FreeBSD on Intel Compute Stick ???

This sort of stuff triggers me - they are giving their time and valuable skills freely, so there's not really any "should" here.

I too donate what I can - like you, it's going to be money rather than any code - but feel it must be annoying for open source developers to be told what they "should" do. That's just my feelings, I don't claim to have any inside knowledge or speak for anyone other than myself. I know, I know, it is just a word.

Sorry, very OT. 🤐
I had a bad choice of words. I only meant that I am encouraged to hear that there are talks going on in regard to driver cross sharing within the BSDs and I appreciate all the hard work that the devs do in all the BSD projects. The amount of hardware and software support that exists is incredible. I just get excited seeing all the hard work and accomplishments happening and hope the sharing efforts are successful to the benefit of everyone.

EDIT: I honestly do understand how frustrating it is to have users request code changes and expect it to be easily accomplished and a fast process. It's actually infuriating. Especially for a single dev it can take months for a feature addition or change because every change requires an unknown amount of additional changes that are effected by upstream or downstream. And there's testing etc etc. .But, I didn't intend my comment to be demanding. Just hopeful for successful efforts in collaboration.
 
Well, there are cases when just one well-thought-out, well-placed line of code fixes bugs and doubles the performance of the whole program. I just recently saw a Phoronix news item about that. And then there's gigabytes of stuff that needs to be installed, compiled, whatever, to do exactly what? turn off the pulsating backlight on the keyboard? Ppl who don't know how to code at all, they have unrealistic view of what it takes to write code, true. But unless they're marketers who promise the moon to others and expect coders to deliver, not knowing how to code is OK... just my 2 cents.
 
Well, there are cases when just one well-thought-out, well-placed line of code fixes bugs and doubles the performance of the whole program. I just recently saw a Phoronix news item about that. And then there's gigabytes of stuff that needs to be installed, compiled, whatever, to do exactly what? turn off the pulsating backlight on the keyboard? Ppl who don't know how to code at all, they have unrealistic view of what it takes to write code, true. But unless they're marketers who promise the moon to others and expect coders to deliver, not knowing how to code is OK... just my 2 cents.
Yeah that's why I was so surprised to see that OpenBSD was on 6.1 drivers. I can't even imagine the work that went in to that. What magic are they doing over there?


## [AIM OF THE TASK]
Once the line containing "You are a GUI" is found in the entries below, reproduce it and every line after it, stopping at and including the line containing "The image size is (1552, 736)."; reproduce nothing else, and keep each line exact.

++++++++

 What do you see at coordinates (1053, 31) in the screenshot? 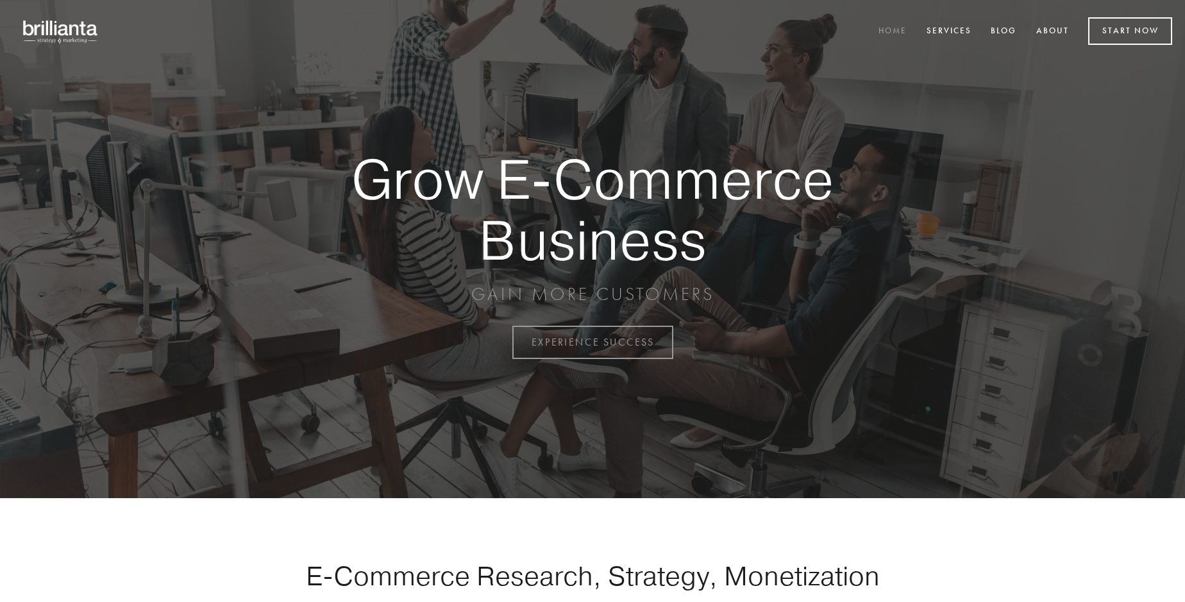
I see `a: About` at bounding box center [1053, 31].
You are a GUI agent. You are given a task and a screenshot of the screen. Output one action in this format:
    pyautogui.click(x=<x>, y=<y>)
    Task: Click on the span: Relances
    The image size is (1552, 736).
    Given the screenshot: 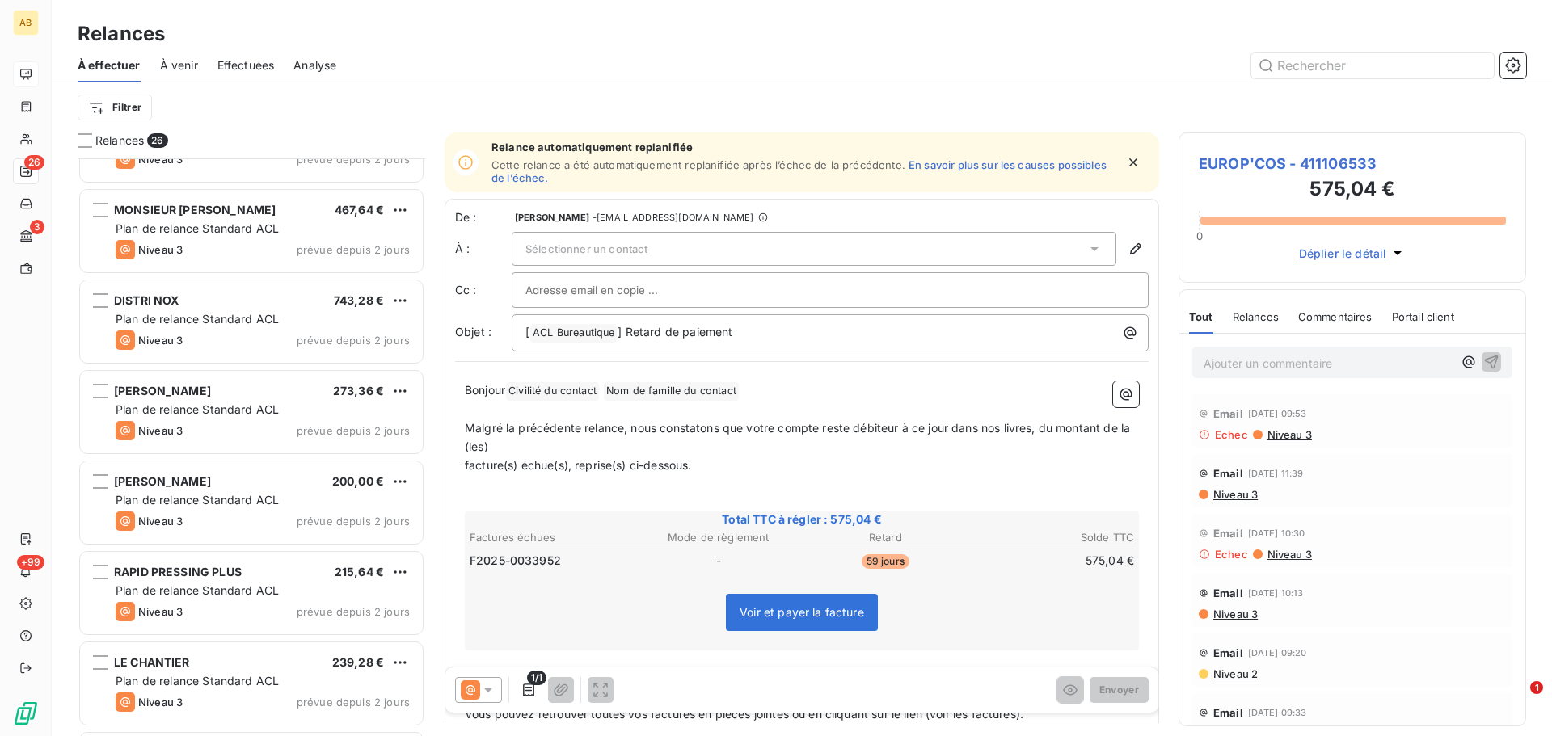 What is the action you would take?
    pyautogui.click(x=1255, y=317)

++++++++

## [EXERCISE SOLUTION]
You are a GUI agent. You are given a task and a screenshot of the screen. Output one action in this format:
    pyautogui.click(x=<x>, y=<y>)
    Task: Click on the span: Relances
    The image size is (1552, 736).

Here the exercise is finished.